> PROBLEM DETAILS
The line containing "At what (x,y)" and every line after it, through the end of the records below, are to be reproduced exactly, with the pictures left out.

[Stored data]
::::::::::

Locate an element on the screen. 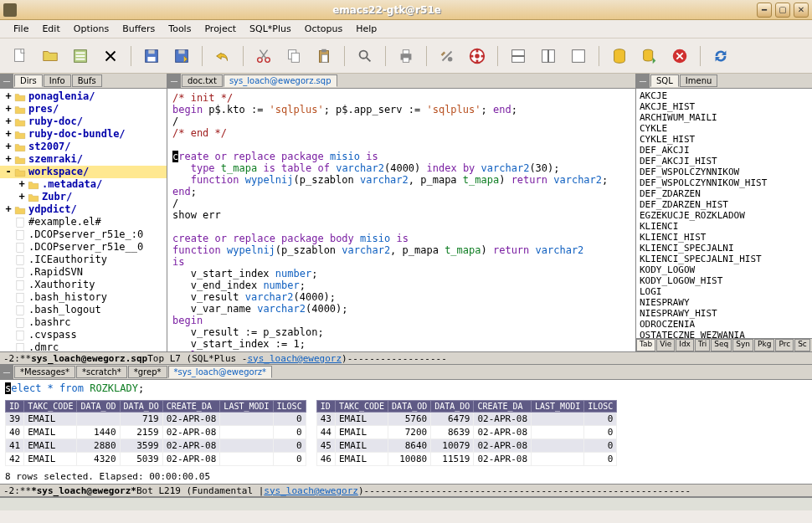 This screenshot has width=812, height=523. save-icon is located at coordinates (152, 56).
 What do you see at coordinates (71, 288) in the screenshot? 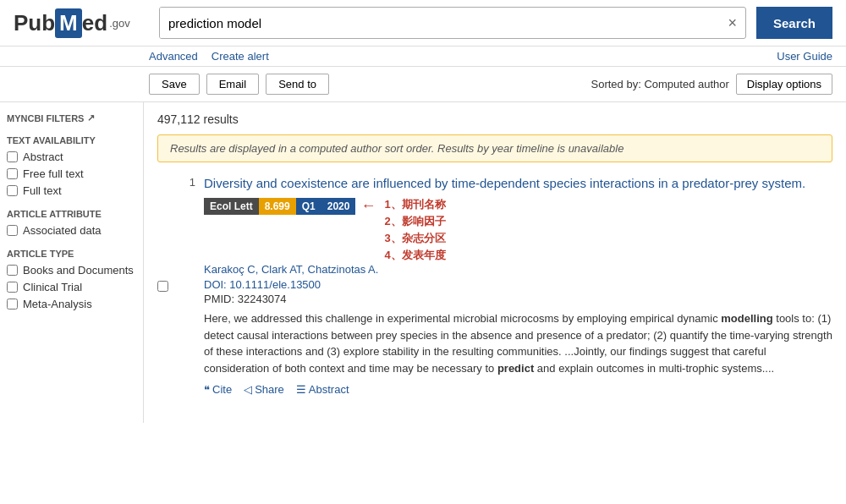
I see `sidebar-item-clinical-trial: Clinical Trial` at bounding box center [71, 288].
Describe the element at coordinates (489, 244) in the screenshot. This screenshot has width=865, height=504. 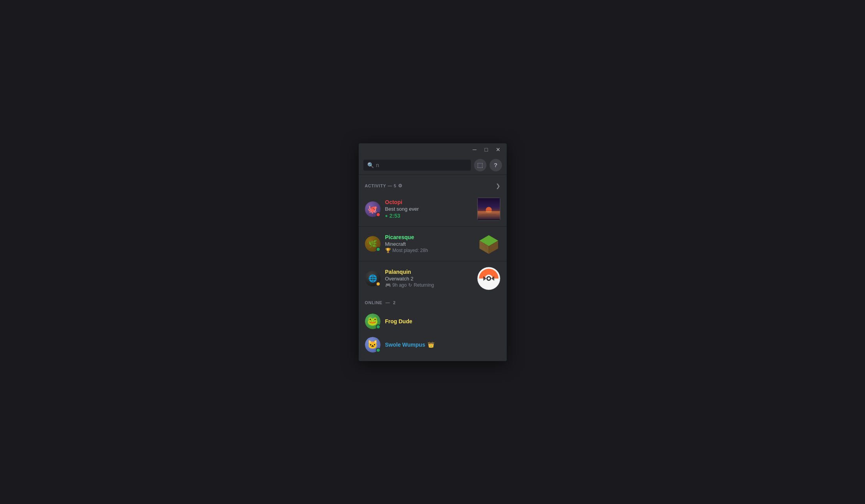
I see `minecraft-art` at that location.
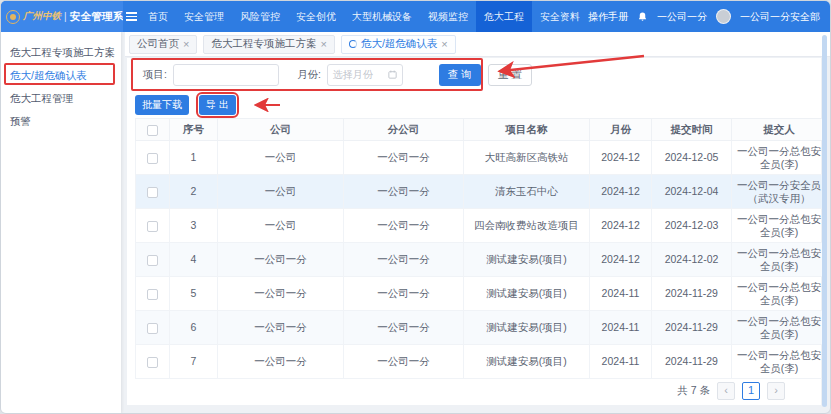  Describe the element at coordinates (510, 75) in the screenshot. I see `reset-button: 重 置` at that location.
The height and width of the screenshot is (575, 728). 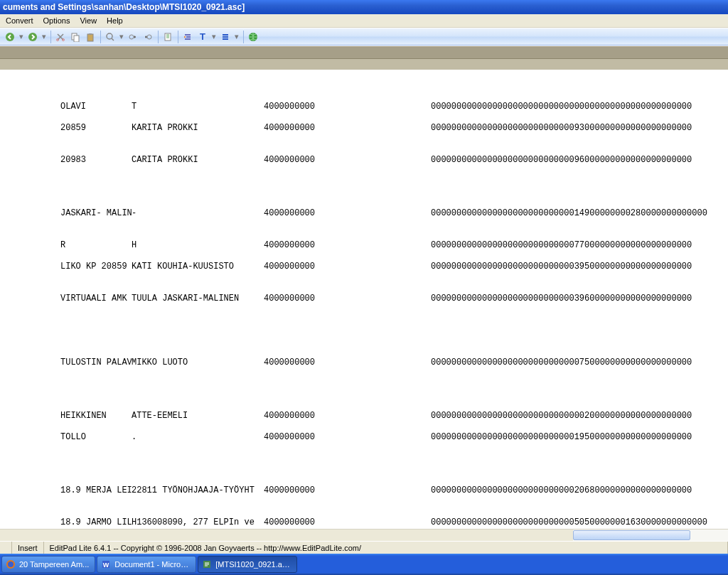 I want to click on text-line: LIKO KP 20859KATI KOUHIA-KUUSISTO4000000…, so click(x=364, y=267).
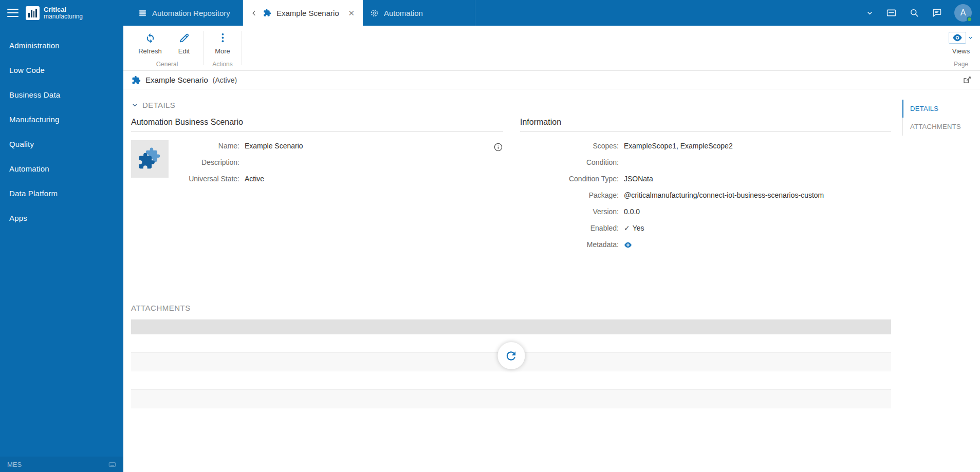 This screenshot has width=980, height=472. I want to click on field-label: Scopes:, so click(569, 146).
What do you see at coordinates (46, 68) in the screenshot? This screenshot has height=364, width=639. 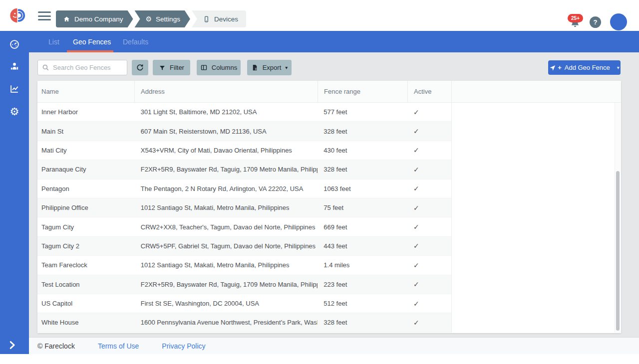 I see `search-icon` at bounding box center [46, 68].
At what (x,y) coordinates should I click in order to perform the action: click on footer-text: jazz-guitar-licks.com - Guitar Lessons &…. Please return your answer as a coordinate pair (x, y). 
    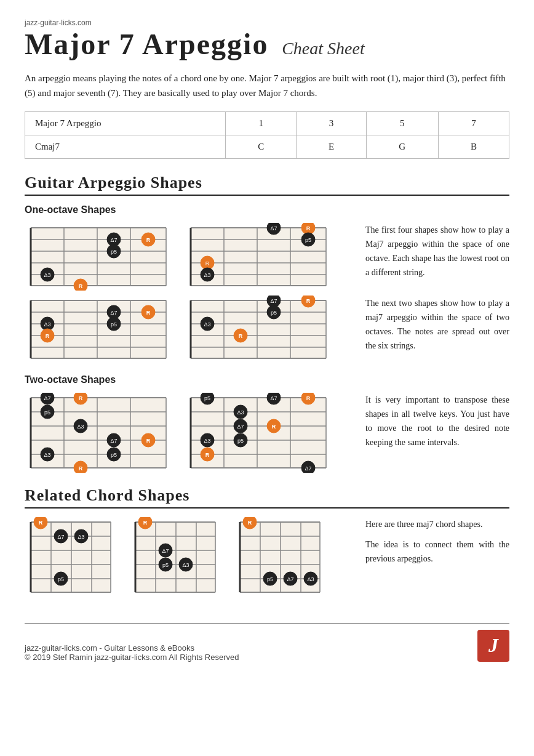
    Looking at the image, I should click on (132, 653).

::::::::::

> TASK RESULT
At what (x,y) coordinates should I click in order to perform the action: click on footer-text: jazz-guitar-licks.com - Guitar Lessons &…. Please return your answer as a coordinate pair (x, y). 
    Looking at the image, I should click on (132, 653).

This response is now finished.